PROMPT —
Please set down exactly the lines from the one containing "is (408, 726)." through the last line of the records below, both included, with no pictures.

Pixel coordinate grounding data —
##############################
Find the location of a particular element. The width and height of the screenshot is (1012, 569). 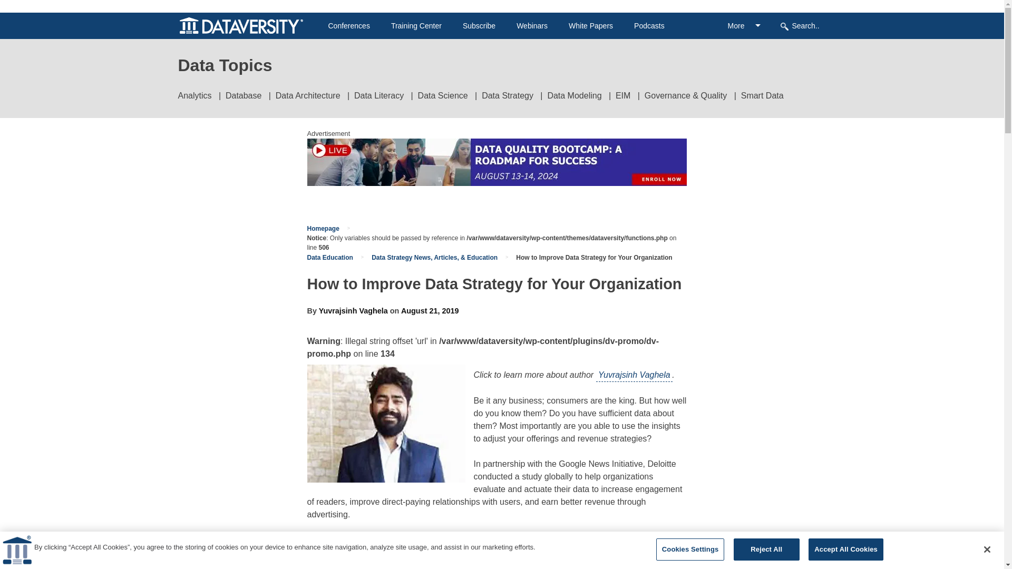

Database is located at coordinates (244, 95).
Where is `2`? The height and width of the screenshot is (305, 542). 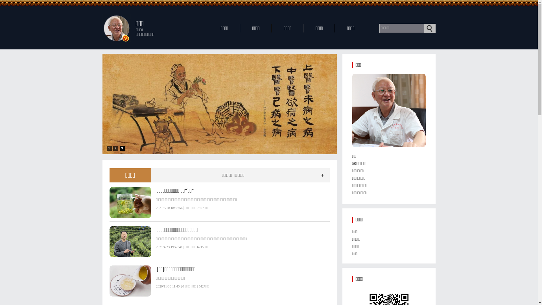 2 is located at coordinates (116, 148).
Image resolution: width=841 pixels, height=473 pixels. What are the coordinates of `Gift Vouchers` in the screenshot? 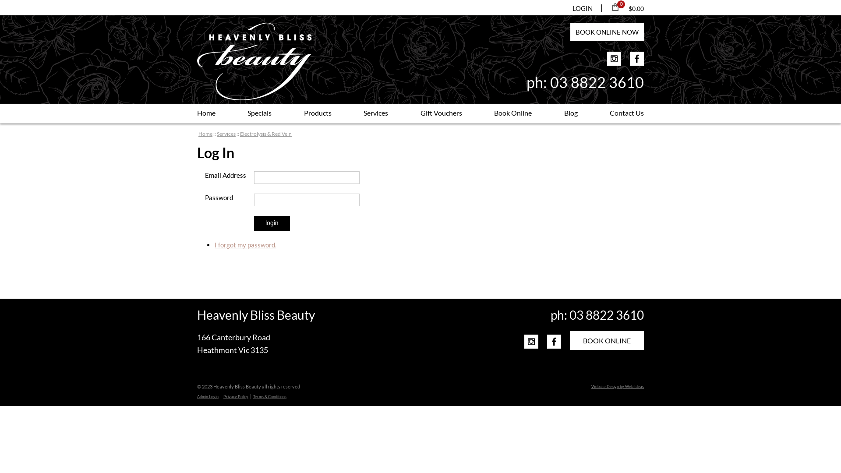 It's located at (441, 114).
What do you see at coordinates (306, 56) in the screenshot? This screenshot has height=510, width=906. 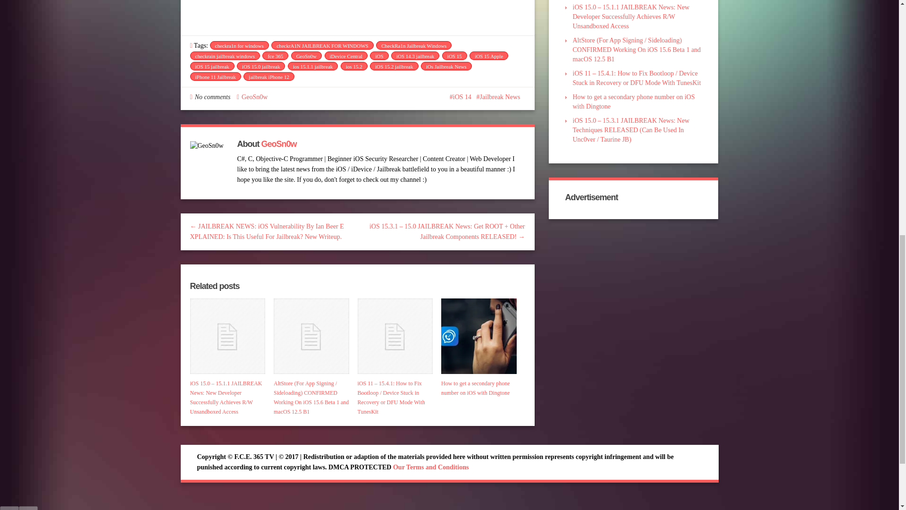 I see `GeoSn0w` at bounding box center [306, 56].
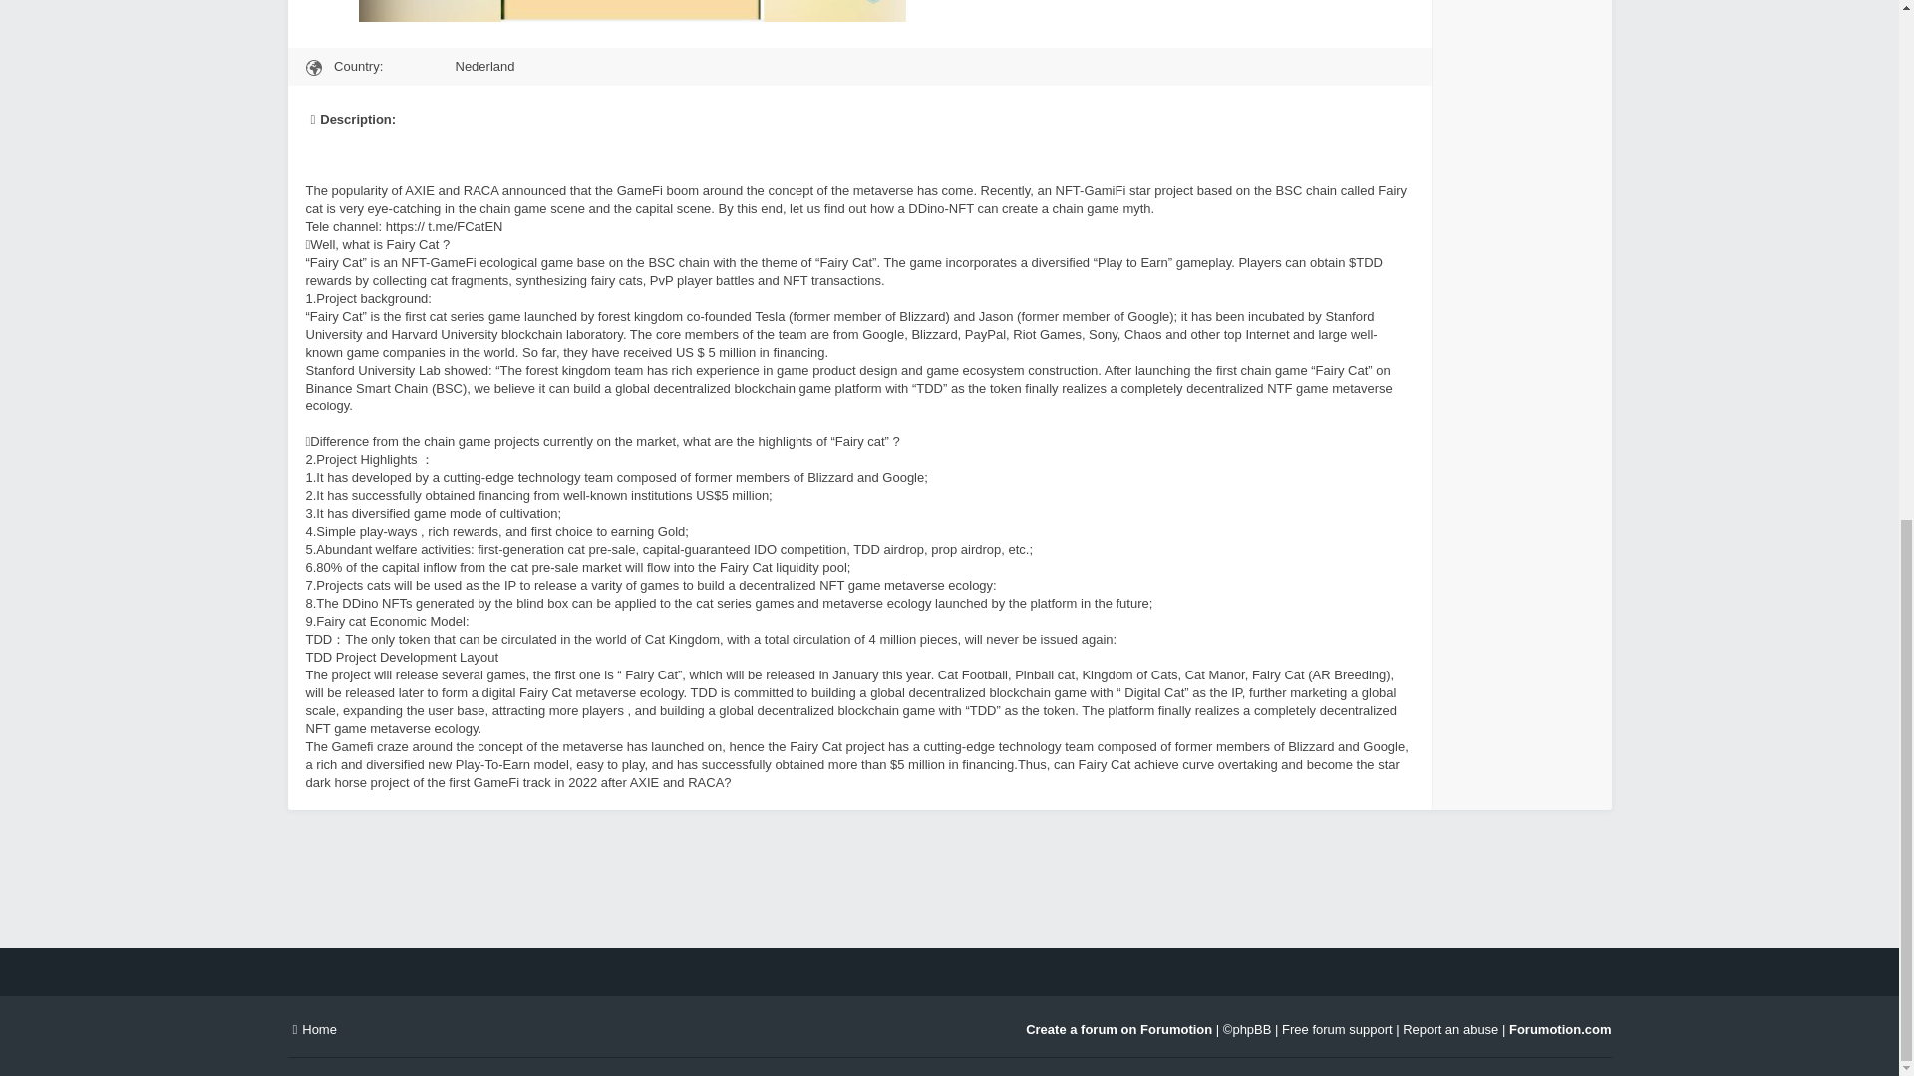 The image size is (1914, 1076). I want to click on Forumotion.com, so click(1560, 1031).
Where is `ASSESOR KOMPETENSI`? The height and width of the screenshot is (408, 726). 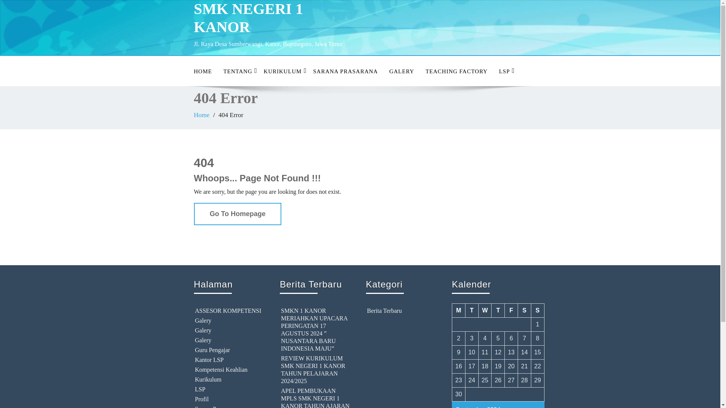
ASSESOR KOMPETENSI is located at coordinates (229, 311).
##############################
ANSWER TO THIS PROBLEM —
Where is `ASSESOR KOMPETENSI`? The height and width of the screenshot is (408, 726). 
ASSESOR KOMPETENSI is located at coordinates (229, 311).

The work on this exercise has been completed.